Denial
By Rodnae Productions

Denial

An issue that invariably needs to be addressed when assessing a parent's parenting capacity is their self awareness.

Parent's with insight are generally well attuned to their child's feelings and needs.

Parent's who are short on insight tend to have little understanding of how, and in which ways their actions, risk or pose harm to their child.

A parent's insight or level of awareness shows itself in many ways, but one of the ways in which a parent may show their lack of awareness, relates to their propensity to deny responsibility for matters that are almost solely, in their control.

This is a matter that all witnesses at court need to be mindful of, because failure to acknowledge responsibility for matters within your control, never works in your favour, or shows you up in a good light, in the witness box.

The willingness to deny responsibility, gives rise to a considerable amount of conflict between parents and professionals.

Let me use a fairly common example that springs to mind.

A view held by many parents, is that children are not being harmed, when being exposed to verbal or domestic abuse.

Due, they would argue, to being too young for the experience to make sense to them.

How often have you talked to a parent, who seems oblivious concerning the possibility that their child is being harmed by being exposed to, a climate of conflict?

Or, where they witness their parent's misuse of drugs, alcohol, or episodes of mental ill-health?

The parent's strongly held belief, seems based on the idea that because they are children, they are too young to understand or make sense of, what they are being exposed to - and as a result, unable to be harmed.
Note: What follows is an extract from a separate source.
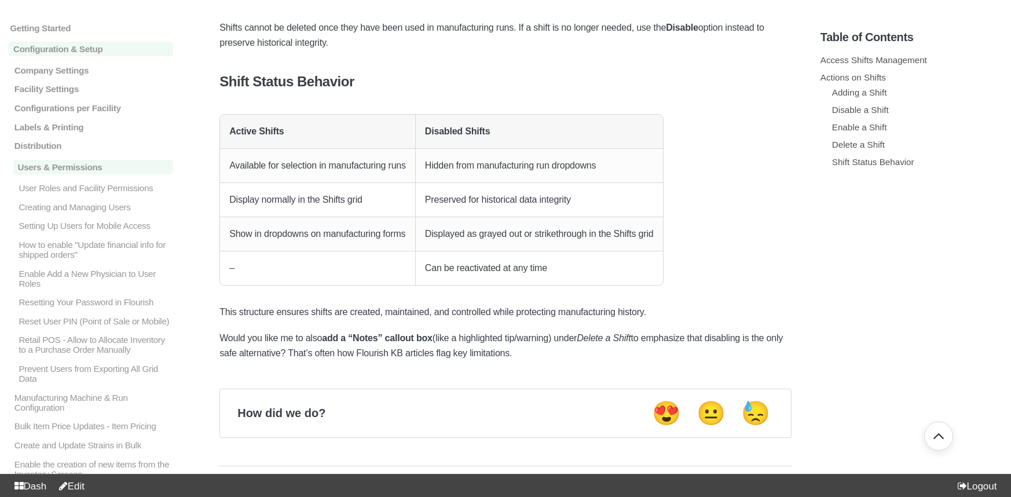 The image size is (1011, 497). I want to click on a: Bulk Item Price Updates - Item Pricing, so click(91, 426).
However, that argument is not one that holds water, or can be considered to be sound, since irrespective of whether you are a child or an adult, you don't have to understand the event or incident, in order to be harmed by it.
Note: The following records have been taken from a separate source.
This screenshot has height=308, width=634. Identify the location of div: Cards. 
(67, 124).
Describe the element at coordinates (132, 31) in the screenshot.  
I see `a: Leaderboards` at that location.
In exactly the same way that you don't need to understand electricity to use it appropriately; if the conditions applied to your use of electricity are hazardous, whether you understand it or not, you can be electrocuted or shocked.

Even when children are too young to be able to speak, or understand the words they hear; they are nevertheless able to pick up the emotional tone of the environment they live in.

Children are highly vulnerable, sensitive beings and in any communication, the telling or most significant aspect of it, is the emotional tone used - not the words spoken.

So children don't need to even understand the language, they are very adept at interpreting the emotional content of messages between others - able to sense friendly, loving tones, from hostile, harmful ones.

It pays to remember that only a small part of our communication is communicated via the words we use. Most of our communication is transmitted through aspects such as the tone and cadence of voice, your facial expressions, the way you use eye contact, mannerisms and gesticulation.

The information noted above is very relevant to anyone giving evidence at court, because in the same way that children pick up meaning, and interpret whether the emotional climate is a safe one or not; the judge and those scrutinising you at court, pick up and understand far more, than can be gathered solely from the words that fall from your lips.

Always remember when giving evidence, that whilst what you say is important - the way you say it, and the way you present is considerably more so!